The Matter Propounded: Of Its Possibility Or Impossibility, Treated In Four Parts by David Gatten

David Gatten’s experimental film The Matter Propounded: Of Its Possibility Or Impossibility, Treated In Four Parts explores the ephemeral quality of text. Specifically, he displays the phrase ‘Remember the words that fly away; but the writing remains’ in filmic movement as the words appear and fade away. The playful contrast begins with our understanding of a voice that speaks: words are heard temporally, and then are retained as a memory only as the sound fades away. The written word, by contrast, normally remains on the page or on the surface upon which it is inscribed. Ironically here, the written word is what ‘flies away’; the flickering light of time is how we see… In the materiality of 16mm film, the celluloid and projection have an intentional ‘handmade’ quality; the viewer is intended to remain aware of the material aspect of this medium, not to see it ‘disappear’ as one does in a cinema watching a Hollywood film. Materiality – and the hand of the artist – remain visible in this matter (material) which has been put forward for our consideration.

For over fifteen years David Gatten's films have explored intersections of printed word and moving image, while investigating shifting vocabularies of experience and representation within intimate spaces and historical documents. Through traditional research methods and non-traditional film processes, the films trace the contours of private lives and public histories, combining elements of philosophy, biography and poetry with experiments in cinematic forms and narrative structures.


**EXERCISE OBJECTIVE**
Below are the records. Gather each line that holds "kperp".

**RECORDS PROVIDED**

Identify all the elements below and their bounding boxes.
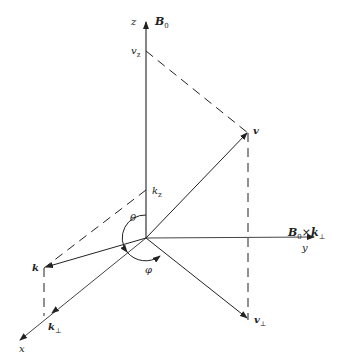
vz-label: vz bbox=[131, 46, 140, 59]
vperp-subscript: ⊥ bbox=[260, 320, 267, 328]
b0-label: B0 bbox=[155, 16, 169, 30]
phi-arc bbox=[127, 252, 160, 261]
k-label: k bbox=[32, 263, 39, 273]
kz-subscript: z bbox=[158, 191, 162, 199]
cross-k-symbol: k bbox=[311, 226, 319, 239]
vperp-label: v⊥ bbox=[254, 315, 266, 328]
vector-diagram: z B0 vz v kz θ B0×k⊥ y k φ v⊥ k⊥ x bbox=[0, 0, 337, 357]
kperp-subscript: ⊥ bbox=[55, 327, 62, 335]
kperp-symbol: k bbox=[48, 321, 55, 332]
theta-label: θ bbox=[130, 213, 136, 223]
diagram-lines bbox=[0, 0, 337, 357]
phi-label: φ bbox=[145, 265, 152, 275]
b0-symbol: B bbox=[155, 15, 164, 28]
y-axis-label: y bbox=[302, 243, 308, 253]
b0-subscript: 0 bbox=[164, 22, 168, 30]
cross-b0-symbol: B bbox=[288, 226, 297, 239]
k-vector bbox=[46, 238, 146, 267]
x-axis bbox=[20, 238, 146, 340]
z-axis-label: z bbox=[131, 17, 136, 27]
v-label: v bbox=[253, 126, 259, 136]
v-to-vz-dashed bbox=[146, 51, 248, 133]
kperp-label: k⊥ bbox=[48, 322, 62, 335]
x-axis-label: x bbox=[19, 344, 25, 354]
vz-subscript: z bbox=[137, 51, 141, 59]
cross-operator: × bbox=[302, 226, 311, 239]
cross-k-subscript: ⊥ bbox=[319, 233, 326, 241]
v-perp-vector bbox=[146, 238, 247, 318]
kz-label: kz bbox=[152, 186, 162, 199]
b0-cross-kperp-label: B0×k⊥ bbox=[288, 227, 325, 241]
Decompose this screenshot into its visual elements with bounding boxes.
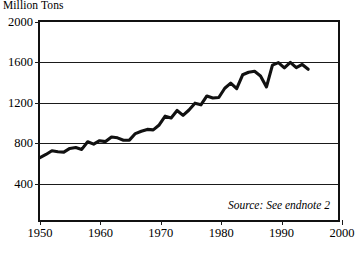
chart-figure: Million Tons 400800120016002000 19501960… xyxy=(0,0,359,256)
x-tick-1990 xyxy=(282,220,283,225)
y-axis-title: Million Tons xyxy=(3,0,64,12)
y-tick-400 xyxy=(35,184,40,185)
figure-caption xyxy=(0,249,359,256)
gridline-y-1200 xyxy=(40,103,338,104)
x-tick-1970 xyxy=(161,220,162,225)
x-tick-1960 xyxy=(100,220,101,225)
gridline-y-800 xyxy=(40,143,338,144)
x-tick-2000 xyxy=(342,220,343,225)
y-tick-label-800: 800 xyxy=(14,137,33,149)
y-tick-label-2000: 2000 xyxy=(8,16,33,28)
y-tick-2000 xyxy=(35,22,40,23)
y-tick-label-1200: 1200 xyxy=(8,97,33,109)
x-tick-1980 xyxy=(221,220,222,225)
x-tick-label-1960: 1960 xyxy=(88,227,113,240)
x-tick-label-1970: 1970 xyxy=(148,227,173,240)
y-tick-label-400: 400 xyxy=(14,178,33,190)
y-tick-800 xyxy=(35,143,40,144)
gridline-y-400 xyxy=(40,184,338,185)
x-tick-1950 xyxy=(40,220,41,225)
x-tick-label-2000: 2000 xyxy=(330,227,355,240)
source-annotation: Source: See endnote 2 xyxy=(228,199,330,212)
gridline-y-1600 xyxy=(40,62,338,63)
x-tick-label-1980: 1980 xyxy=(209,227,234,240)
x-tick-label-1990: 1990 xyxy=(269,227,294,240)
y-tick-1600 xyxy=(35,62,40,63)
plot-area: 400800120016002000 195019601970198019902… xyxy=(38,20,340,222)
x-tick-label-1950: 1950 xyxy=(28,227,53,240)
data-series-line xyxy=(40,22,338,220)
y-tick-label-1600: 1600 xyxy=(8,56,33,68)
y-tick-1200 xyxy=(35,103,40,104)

**WRITTEN ANSWER**
kperp-subscript: ⊥ bbox=[55, 327, 62, 335]
kperp-symbol: k bbox=[48, 321, 55, 332]
kperp-label: k⊥ bbox=[48, 322, 62, 335]
b0-cross-kperp-label: B0×k⊥ bbox=[288, 227, 325, 241]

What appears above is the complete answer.